Running With Scissors

Running With Scissors

Running With Scissors
2006Black Comedy ∙ 1h 56min

This book is a tough act to follow. Burroughs, and his absolutely insane life growing up, was a totally engrossing read. It was like The Springer Show on acid. The fact that it was true (or true-ish in my opinion) makes it even more insane. This movie tries its hardest to turn his memoir of family dysfunction into a film, and succeeds sometimes, fails other times but mostly loses some of its impact due not necessarily to its own shortcomings as a film but as the medium on which its presented.

There’s something about reading a memoir that’s akin to watching a documentary.
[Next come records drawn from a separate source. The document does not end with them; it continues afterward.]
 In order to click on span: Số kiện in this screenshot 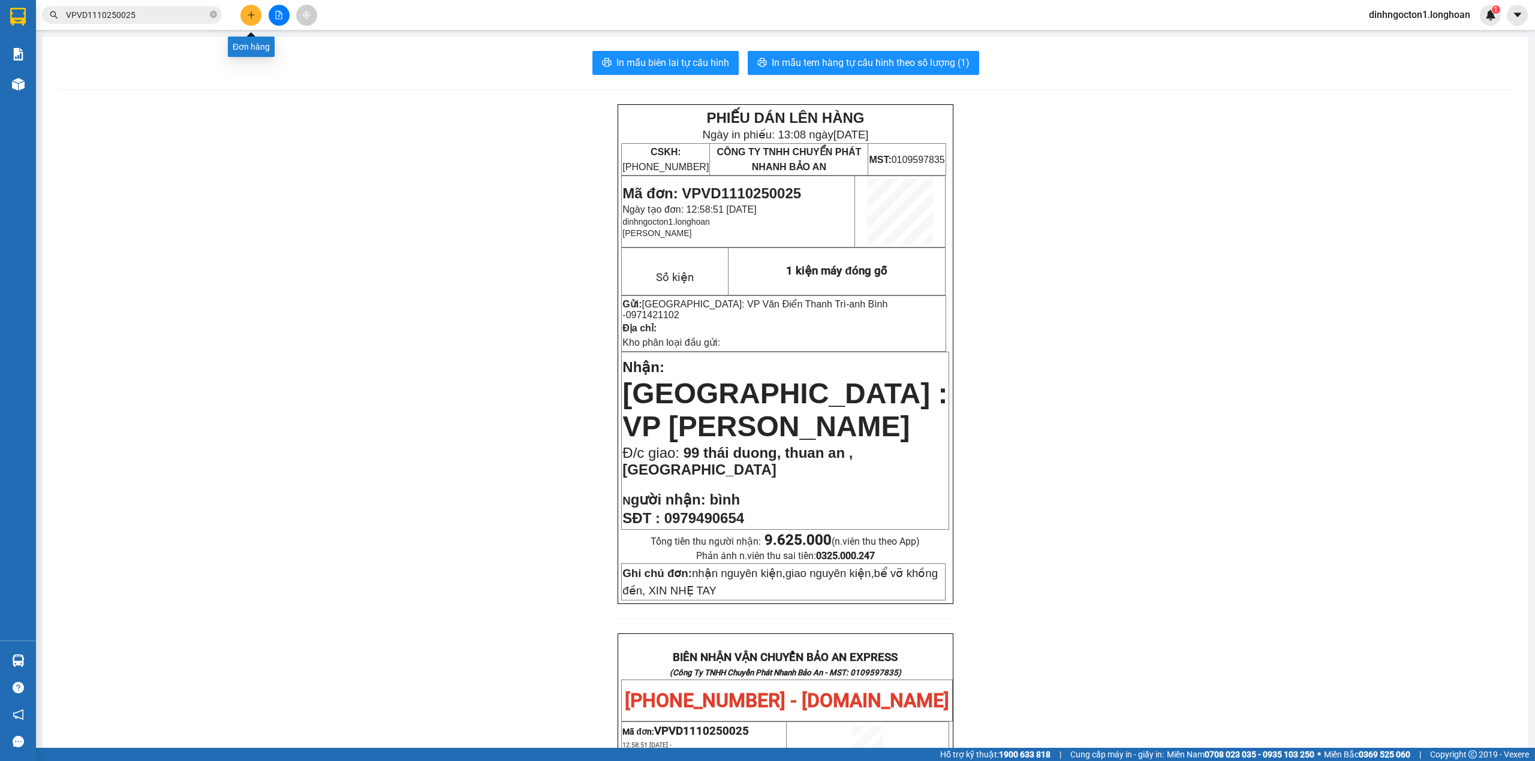, I will do `click(674, 278)`.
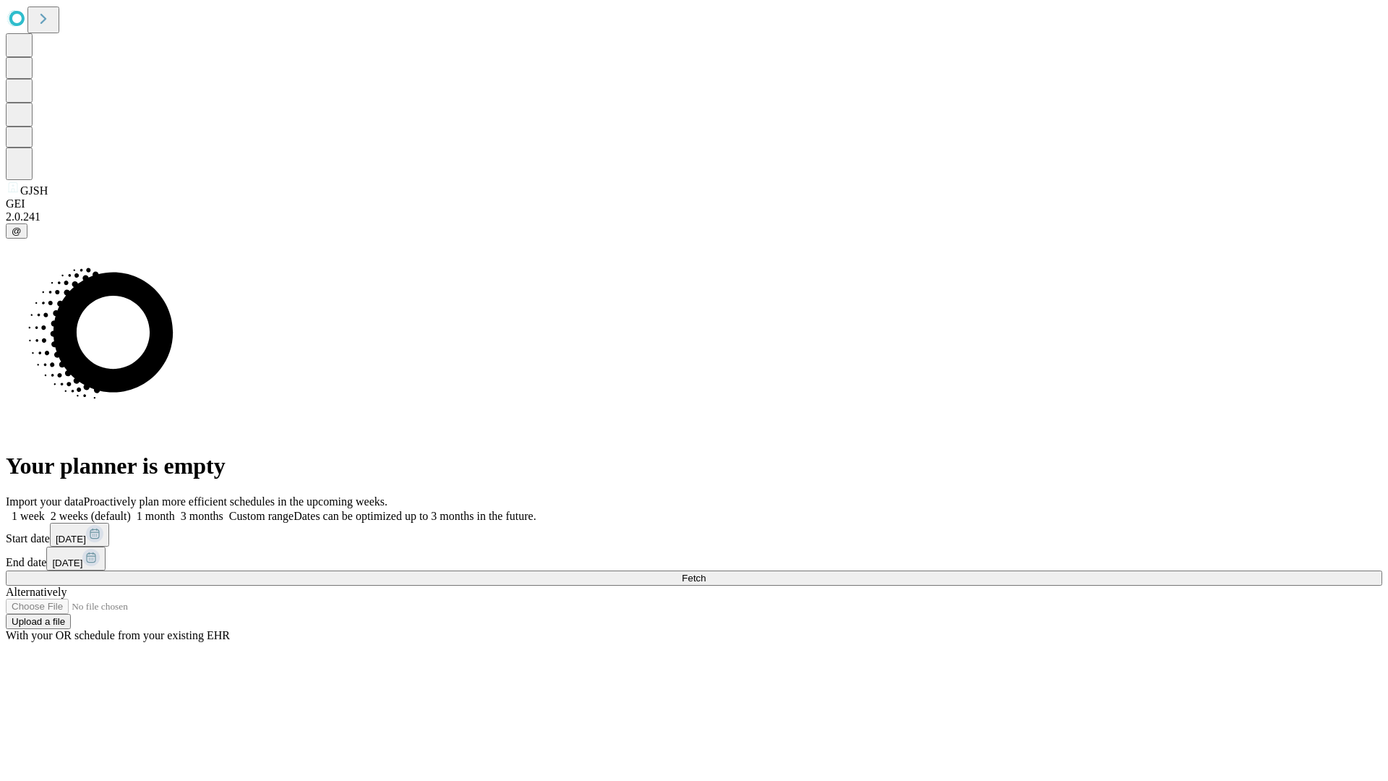 The height and width of the screenshot is (781, 1388). I want to click on div: End date, so click(694, 558).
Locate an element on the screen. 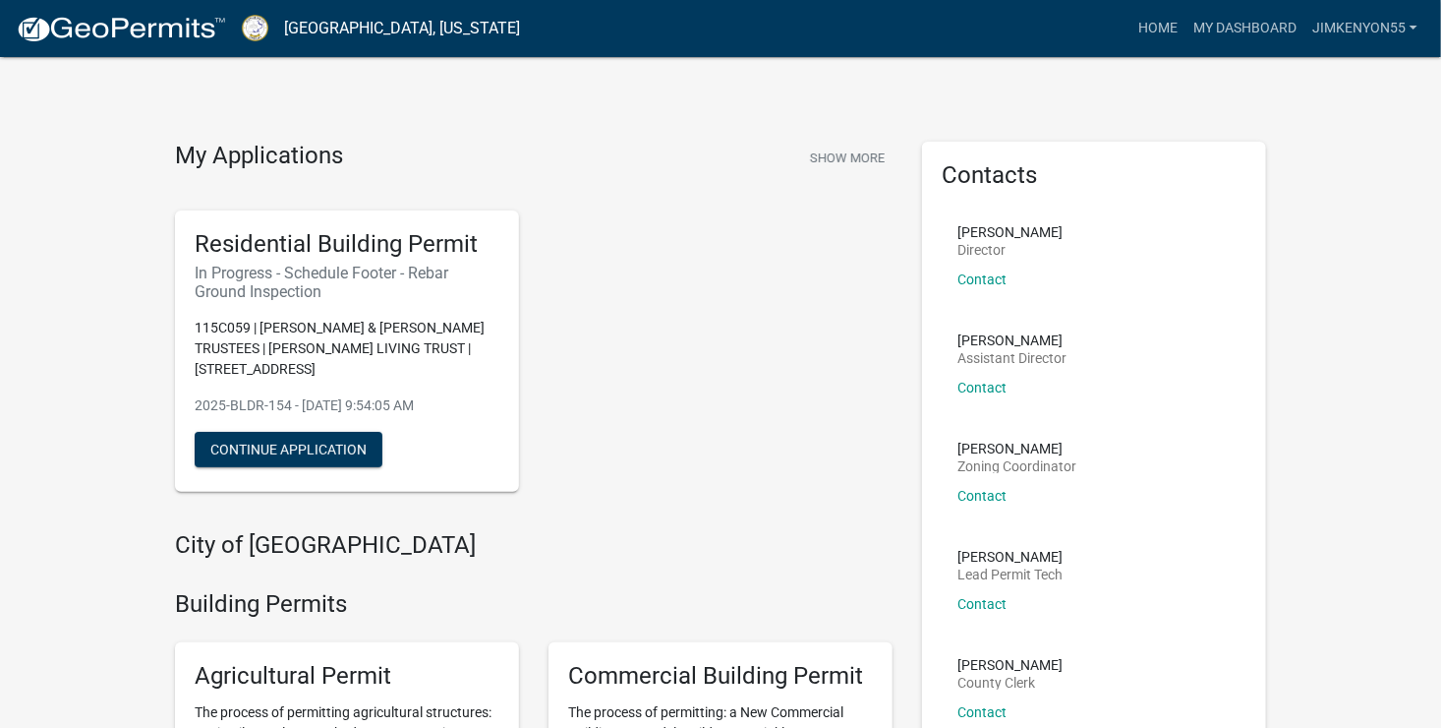 The image size is (1441, 728). h4: My Applications is located at coordinates (259, 156).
You figure that it’s put down by the author’s own hand, but the man or woman who actually lived what you’re reading (all A Million Little Pieces aside). Similarly, a documentary film shows you exactly what is happening, and with the exception of biased editing doesn’t fictionalize its subject matter. Once the written memoir makes that transition to film, though, it’s already been bastardized by someone else’s pen, somebody else’s point of view and vision. It’s no longer from the horse’s mouth, and is even often labeled as “based on a true story” rather than a true story. That level of shock and awe is gone, replaced with the sense that you’re seeing a good story, but it’s now seen through the lens of fiction. This is a story, though, that benefits greatly from the fact it’s a true story, and in its fictionalized form loses a good deal of its impact.

The story is pretty straight-forward. Asshole semi-successful dad with a drinking problem, self-absorbed jackass of a mother have a gay son. The parents fight, separate and mom gets involved with a psychiatrist that is generous with the meds and less than above board in his treatments. The dad goes AWOL to live his own life, mom gets more and more into herself and more and more into her meds. The son starts spending more and more time at the psychiatrist’s house with his family, soon realizing that his parents tantrums and weirdness is nothing compared to the f’d up household of the psychiatrist. The mom eventually becomes so doped up and selfish that she decides to leave the son with the psychiatrist and his wife indefinitely. Wackiness ensues.

Through his time at the psychiatrist’s house Burroughs deals with his gayness (and an affair with the psychiatrist’s older estranged, adopted schizophrenic son), his desire to drop out of high school and his relationship with one of the doctor’s daughters and his surrogate mother (the doctor’s wife). The lesson here is that these people may be completely insane, but they somehow all care about him in their own special way–a feeling that isn’t shared by his actual mother and father. So despite the place being a complete nuthouse, he somehow feels more loved here than he ever did in his actual house.

It’s been a long time since I read the book, but I believe they stay relatively faithful to it–minus a bunch of details and funny scenes, of course. The acting was solid across the board, although I’ve seen this character from Annette Bening before. She is great, but I’m wondering if they couldn’t have made her even more compelling with a little more interplay between her and her son in some of the scenes where she’s bordering on a drooling idiot. And that’s why I’m not a director. I wonder, now that Burroughs has written a less-than-funny memoir just focusing on what a bastard his father was (A Wolf at the Table) if Alec Baldwin will return as the abusive, alcoholic college professor for a sequel? Somehow I think he’ll be avoiding those types of rolls in the future due to his own rather public slip-up. He does play a magnificent bastard, though.

All in all, this isn’t a horrible movie if you haven’t read the book, but after enjoying that experience this thing pales in comparison and really just blends into the woodwork.